Did you see the ESPN story this summer, and followed all the details and the coverage? Forde did.
I WANT someone will synthesize all the news, has done the read, and can put it in context.

And did you read the WaPo NEWS story yesterday? It was incredibly damning. Forde hardly lept to conclusions.

As for the "who's to say who is to blame?" Spare me. He was the boss.
"Everybody does it, he just got caught" is a BS excuse. Someone DIED. And UMD decided there would largely be no consequences for anyone, save 1 sacrificial (but handsomely paid off) lamb.

I've said that Durkin should share in the blame. I disagree with the assertion that he's primarily to blame when the NCAA and the schools are running a billion dollar business that's predicated on exploiting precisely the kind of labor that cost this kid his life. He's not the boss. He's merely a checkpoint on a much larger chain of command that is designed to circumvent responsibility. The problem isn't our failure to hold someone accountable. The problem is our failure to hold everyone responsible at the expense of jeopardizing a billion dollar business.

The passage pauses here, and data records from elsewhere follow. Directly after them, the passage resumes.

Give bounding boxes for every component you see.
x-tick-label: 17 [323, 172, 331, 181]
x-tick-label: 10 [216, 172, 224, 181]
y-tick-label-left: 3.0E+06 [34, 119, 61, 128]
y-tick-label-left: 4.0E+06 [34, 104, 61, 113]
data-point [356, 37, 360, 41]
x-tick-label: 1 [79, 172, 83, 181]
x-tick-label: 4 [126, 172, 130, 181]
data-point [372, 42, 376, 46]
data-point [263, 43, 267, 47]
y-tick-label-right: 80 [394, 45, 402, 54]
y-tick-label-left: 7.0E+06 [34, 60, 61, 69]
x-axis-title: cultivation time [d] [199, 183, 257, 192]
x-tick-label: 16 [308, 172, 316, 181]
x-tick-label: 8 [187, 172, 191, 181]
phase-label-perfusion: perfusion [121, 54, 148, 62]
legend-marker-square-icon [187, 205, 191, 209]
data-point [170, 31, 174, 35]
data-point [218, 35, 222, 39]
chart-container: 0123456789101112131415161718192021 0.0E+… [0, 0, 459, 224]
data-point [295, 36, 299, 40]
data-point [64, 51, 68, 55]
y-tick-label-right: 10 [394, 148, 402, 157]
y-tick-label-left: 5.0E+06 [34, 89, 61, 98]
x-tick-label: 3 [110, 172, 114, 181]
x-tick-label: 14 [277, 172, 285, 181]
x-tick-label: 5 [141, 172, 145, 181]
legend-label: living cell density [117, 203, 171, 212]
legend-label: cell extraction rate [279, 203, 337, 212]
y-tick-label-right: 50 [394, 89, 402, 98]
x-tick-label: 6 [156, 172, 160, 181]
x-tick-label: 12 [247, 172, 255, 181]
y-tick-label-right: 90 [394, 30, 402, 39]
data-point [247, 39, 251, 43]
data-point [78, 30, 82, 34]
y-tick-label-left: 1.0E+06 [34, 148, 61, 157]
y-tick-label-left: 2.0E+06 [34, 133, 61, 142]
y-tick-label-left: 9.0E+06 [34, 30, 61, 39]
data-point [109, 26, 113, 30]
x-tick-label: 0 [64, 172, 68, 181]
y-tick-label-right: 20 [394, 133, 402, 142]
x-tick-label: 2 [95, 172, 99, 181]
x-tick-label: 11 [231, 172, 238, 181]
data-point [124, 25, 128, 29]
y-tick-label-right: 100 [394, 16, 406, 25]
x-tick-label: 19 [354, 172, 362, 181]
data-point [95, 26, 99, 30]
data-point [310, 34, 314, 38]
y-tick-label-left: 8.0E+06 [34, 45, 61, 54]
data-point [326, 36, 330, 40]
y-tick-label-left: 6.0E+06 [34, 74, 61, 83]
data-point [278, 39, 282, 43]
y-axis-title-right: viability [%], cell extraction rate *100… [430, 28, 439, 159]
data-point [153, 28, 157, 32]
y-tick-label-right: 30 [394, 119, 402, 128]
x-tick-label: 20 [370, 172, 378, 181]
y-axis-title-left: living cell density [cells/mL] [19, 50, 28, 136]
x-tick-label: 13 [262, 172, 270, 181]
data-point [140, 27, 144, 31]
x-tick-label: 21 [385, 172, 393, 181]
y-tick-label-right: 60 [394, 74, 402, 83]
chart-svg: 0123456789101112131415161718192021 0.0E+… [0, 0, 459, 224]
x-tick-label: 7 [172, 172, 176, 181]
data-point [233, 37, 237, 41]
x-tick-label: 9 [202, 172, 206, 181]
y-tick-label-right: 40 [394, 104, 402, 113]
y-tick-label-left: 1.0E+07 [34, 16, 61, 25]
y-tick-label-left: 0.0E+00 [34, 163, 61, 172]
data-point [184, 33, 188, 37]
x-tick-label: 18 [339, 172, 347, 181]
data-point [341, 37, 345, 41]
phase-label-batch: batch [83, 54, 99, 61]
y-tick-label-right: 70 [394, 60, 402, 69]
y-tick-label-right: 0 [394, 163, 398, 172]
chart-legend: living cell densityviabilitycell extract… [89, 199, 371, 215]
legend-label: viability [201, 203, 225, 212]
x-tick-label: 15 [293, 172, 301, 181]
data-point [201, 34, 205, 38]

Fire him or don't fire him. I don't really care. But to suggest that there have been no consequences or that essentially paying him to not coach would have been the worst consequence when one of his own players died is exactly where I take issue with the mob on this one. To get one thing straight, he did not cause or enable the death of a player. He enabled a culture that ultimately contributed to a tragic confluence of circumstances, some of which were extenuating and some of which he only reinforced. But do you know who else enabled that culture? Everyone, including us. Put this one on the house or don't put it on anyone at all, because it's a hell of a lot easier to bloviate about accountability when you're not in his shoes, wearing the scarlet letter every day for the rest of your life, whether you have a job or not, for something you're at worst indirectly responsible for. That man has a life and a family, too, and somehow through this all, the tragic loss of one life has made it more popular to dehumanize another person in a misplaced hunt for justice. I don't even like treating real killers that way. If Forde is going to use words like shameful and sickening to describe people who showed up to work trying to do their jobs, then what will he have left for people who actually warrant those tags?

In the end, the decision to keep him does come down to money, but that's only consistent with the way everyone's operated from the start. The irony is that this time, the preservation of money will come at the expense of winning football games.